SIGDIUS Seminar May

May 4, 2022, 2:00 p.m. (CEST)

SimTech and IntCDC

Time: May 4, 2022, 2:00 p.m. (CEST)
Download as iCal:

The Special Interest Group Data Infrastructure provides a forum for interested working groups wishing to establish or further develop an RDM infrastructure at working group or institute level. We invite you to a monthly SIGDIUS seminar, to which we invite internal and external experts for presentations and discussions. SIGDIUS members will have the opportunity to exchange their experiences with concrete RDM infrastructures.

We cordially invite all interested parties to our next meeting on 4 May 2022 at 2pm. For participation, please send an e-mail to Juergen.Pleiss@itb.uni-stuttgart.de.

This seminar will be held as an online seminar with contributions from:

Henning Hermjakob
(European Bioinformatics Institute, European Molecular Biology Laboratory (EMBL EBI), Hinxton, Cambridgeshire, UK)
Reproducibility in systems biology modelling — sometimes

In the context of the BioModels database of mathematical models of biological systems, we have systematically attempted to reproduce 455 kinetic models published in peer-reviewed research articles from 152 journals. About half (49%) of the models could not be reproduced using the information provided in the published manuscripts. With further effort, an additional 12% of the models could be reproduced either by empirical correction or support from authors. Based on these results, we have developed a simple scorecard for use by authors, editors, and reviewers to improve the reproducibility in systems biology.

Henning Hermjakob received his MSc in Bioinformatics from the University of Bielefeld, Germany, in 1996. He joined the European Bioinformatics Institute (EMBL EBI) in 1997. He leads the Molecular Networks Team at the EBI. His team provides a broad portfolio of resources for systems biology, ranging from molecular interactions (IntAct) and curated pathways (Reactome) to systems biology models (BioModels) at the highest level of abstraction. As founding member and SC member of the HUPO Proteomics Standards Initiative, current Secretary General of HUPO, and SAB member in systems and translational molecular biology projects, he contributes to the international standardisation of data representation in molecular biology and the implementation of community standards in highly available, stable public resources.

 

Gerasimos Chourdakis 
(TU München)
Testing the multi‐component preCICE ecosystem

From artificial heart valves to nuclear reactors, multi-physics simulations involve complex software, often coupling multiple software packages, specialising in different parts of the domain. In the core of such a simulation is a coupling library, which provides numerical algorithms to transfer information between subdomains. With several language bindings, adapters, tutorials and more components in its arsenal, preCICE is now much more than a coupling library: it is a rapidly evolving multi-physics ecosystem, developed by the University of Stuttgart, the Technical University of Munich and a growing community. One small code contribution in any of the involved repositories can have side effects on the building, running and computations of any downstream component. Creating a sustainable test framework for such a complex ecosystem is not trivial. This talk will discuss the status quo of testing fully coupled simulations for regressions, the ideal system for all stakeholders involved, challenges specific to preCICE, and novel solutions that will lead us to the new preCICE system tests.

Gerasimos Chourdakis
is a doctoral candidate at the Technical University of Munich, working on transforming the preCICE project from an “as-is” coupling library to a “batteries included” multi-physics ecosystem. With this perspective, he takes the leading role in organising the development and operations of the “flesh” of the preCICE ecosystem, including adapters for various solvers, tutorial cases, documentation, website, and testing, shaping these components for the preCICE community to grow upon. He is also researching methods for geometric multiscale coupling and enjoys teaching topics related to research software engineering.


__What the task requires__
Using the data below, return all lines in which "CoachNow" appears.

__Records supplied__
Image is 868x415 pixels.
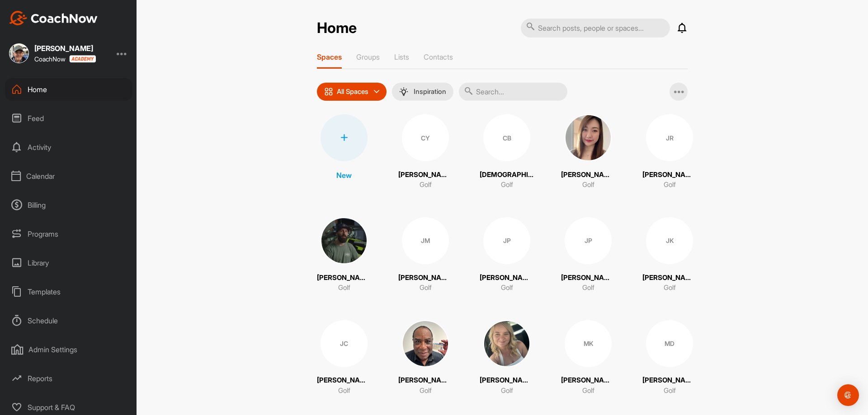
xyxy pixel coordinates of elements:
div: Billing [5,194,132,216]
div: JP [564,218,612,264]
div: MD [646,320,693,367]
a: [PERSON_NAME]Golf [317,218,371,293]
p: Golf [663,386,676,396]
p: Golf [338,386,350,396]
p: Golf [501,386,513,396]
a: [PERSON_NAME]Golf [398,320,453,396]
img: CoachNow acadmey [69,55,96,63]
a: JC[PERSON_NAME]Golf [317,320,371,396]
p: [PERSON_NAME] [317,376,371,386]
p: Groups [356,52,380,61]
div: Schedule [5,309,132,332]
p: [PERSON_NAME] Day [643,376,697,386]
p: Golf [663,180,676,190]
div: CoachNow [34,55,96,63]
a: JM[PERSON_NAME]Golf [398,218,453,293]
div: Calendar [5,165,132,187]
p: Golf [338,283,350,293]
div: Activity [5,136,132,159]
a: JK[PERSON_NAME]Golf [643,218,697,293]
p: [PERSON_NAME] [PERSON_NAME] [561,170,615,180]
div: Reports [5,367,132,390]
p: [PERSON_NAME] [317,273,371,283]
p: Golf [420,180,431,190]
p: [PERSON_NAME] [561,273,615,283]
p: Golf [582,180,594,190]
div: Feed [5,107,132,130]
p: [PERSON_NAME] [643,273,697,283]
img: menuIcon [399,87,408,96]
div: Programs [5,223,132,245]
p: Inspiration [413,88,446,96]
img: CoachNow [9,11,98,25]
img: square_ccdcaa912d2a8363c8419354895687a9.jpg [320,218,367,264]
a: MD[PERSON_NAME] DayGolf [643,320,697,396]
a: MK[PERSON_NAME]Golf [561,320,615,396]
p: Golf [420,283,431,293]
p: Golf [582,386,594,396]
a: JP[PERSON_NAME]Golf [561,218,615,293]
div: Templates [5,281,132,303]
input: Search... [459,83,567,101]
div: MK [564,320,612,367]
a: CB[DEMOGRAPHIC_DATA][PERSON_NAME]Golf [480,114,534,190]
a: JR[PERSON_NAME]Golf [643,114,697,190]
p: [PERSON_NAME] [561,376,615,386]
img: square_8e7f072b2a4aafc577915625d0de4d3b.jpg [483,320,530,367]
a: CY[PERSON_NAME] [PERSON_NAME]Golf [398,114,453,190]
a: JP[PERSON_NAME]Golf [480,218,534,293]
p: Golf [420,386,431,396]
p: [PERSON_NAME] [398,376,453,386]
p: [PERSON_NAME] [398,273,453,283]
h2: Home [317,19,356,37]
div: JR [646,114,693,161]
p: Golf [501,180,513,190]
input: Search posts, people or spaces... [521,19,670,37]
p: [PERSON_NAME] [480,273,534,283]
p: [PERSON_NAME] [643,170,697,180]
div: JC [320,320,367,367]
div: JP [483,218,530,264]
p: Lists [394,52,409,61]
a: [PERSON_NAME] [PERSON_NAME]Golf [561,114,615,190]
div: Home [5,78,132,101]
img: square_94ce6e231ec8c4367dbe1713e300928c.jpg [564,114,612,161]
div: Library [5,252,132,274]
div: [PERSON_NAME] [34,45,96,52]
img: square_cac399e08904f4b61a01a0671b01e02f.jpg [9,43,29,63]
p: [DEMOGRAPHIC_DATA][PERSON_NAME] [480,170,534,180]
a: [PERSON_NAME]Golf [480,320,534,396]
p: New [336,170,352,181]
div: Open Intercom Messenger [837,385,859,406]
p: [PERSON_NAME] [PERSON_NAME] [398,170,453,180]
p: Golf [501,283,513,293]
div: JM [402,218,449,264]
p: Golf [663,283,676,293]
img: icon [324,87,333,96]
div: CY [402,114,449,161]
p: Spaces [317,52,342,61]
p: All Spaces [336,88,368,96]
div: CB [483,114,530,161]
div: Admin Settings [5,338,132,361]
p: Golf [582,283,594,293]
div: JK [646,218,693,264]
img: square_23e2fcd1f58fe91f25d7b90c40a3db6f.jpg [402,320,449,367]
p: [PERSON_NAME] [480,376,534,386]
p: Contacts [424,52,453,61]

...

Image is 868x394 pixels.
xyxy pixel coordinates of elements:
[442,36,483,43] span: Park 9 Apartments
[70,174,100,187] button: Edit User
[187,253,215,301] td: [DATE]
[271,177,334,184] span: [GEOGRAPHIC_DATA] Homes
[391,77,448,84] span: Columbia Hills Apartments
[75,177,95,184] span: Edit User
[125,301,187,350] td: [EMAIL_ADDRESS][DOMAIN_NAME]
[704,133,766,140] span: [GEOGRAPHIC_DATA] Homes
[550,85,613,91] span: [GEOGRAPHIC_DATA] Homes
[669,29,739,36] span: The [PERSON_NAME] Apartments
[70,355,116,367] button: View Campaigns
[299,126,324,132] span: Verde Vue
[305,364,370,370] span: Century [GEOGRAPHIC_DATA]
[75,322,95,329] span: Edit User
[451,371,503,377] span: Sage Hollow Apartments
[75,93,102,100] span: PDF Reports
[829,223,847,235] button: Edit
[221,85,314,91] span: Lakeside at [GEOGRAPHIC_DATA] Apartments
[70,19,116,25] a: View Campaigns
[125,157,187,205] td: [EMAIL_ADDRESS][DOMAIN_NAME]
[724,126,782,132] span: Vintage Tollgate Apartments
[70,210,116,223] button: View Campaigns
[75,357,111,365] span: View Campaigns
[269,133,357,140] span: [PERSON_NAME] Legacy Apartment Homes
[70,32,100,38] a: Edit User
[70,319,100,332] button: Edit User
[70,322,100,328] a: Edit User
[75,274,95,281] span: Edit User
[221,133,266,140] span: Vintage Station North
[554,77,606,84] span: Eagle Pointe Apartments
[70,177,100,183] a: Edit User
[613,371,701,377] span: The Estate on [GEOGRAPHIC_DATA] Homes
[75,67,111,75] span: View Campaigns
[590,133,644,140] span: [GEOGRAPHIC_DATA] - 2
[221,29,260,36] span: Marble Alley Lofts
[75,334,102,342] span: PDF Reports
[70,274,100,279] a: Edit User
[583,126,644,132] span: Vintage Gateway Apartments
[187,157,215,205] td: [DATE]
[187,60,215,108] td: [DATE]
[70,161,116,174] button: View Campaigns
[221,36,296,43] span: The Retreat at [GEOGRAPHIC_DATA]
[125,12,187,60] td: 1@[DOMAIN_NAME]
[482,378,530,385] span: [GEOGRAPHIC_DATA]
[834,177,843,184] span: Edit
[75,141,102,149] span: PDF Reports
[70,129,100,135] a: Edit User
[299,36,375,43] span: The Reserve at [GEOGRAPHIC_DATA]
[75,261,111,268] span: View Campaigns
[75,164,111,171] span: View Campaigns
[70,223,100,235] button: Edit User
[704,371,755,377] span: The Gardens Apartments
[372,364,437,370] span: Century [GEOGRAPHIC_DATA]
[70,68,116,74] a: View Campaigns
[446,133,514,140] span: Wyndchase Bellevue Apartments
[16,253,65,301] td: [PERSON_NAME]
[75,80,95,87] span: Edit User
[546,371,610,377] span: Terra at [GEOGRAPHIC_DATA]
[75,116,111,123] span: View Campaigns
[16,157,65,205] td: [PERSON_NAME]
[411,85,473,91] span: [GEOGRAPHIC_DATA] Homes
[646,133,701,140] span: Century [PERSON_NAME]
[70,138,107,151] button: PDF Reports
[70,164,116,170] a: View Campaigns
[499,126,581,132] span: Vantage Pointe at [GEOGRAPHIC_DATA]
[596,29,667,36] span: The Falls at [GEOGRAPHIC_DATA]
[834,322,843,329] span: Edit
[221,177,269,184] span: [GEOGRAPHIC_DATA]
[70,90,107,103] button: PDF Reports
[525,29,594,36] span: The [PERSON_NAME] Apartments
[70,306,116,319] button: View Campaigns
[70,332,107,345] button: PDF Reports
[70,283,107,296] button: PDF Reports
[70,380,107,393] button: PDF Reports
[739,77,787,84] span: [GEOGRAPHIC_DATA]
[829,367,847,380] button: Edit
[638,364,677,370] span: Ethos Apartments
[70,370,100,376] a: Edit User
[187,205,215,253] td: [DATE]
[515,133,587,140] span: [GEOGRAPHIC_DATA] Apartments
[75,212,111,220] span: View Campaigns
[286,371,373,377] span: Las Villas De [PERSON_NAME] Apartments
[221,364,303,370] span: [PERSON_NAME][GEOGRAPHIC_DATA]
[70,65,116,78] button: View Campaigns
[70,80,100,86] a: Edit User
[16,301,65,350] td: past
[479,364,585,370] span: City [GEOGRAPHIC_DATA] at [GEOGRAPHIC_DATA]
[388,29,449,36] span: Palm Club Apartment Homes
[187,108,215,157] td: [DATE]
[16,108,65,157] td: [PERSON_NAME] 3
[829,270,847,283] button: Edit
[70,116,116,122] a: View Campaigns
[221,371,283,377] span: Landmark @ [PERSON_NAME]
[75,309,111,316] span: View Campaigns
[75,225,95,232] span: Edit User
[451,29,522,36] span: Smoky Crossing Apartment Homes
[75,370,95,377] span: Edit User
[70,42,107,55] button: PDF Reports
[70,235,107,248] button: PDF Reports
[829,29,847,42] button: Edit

__Answer section__
img: CoachNow acadmey [69,55,96,63]
div: CoachNow [34,55,96,63]
img: CoachNow [9,11,98,25]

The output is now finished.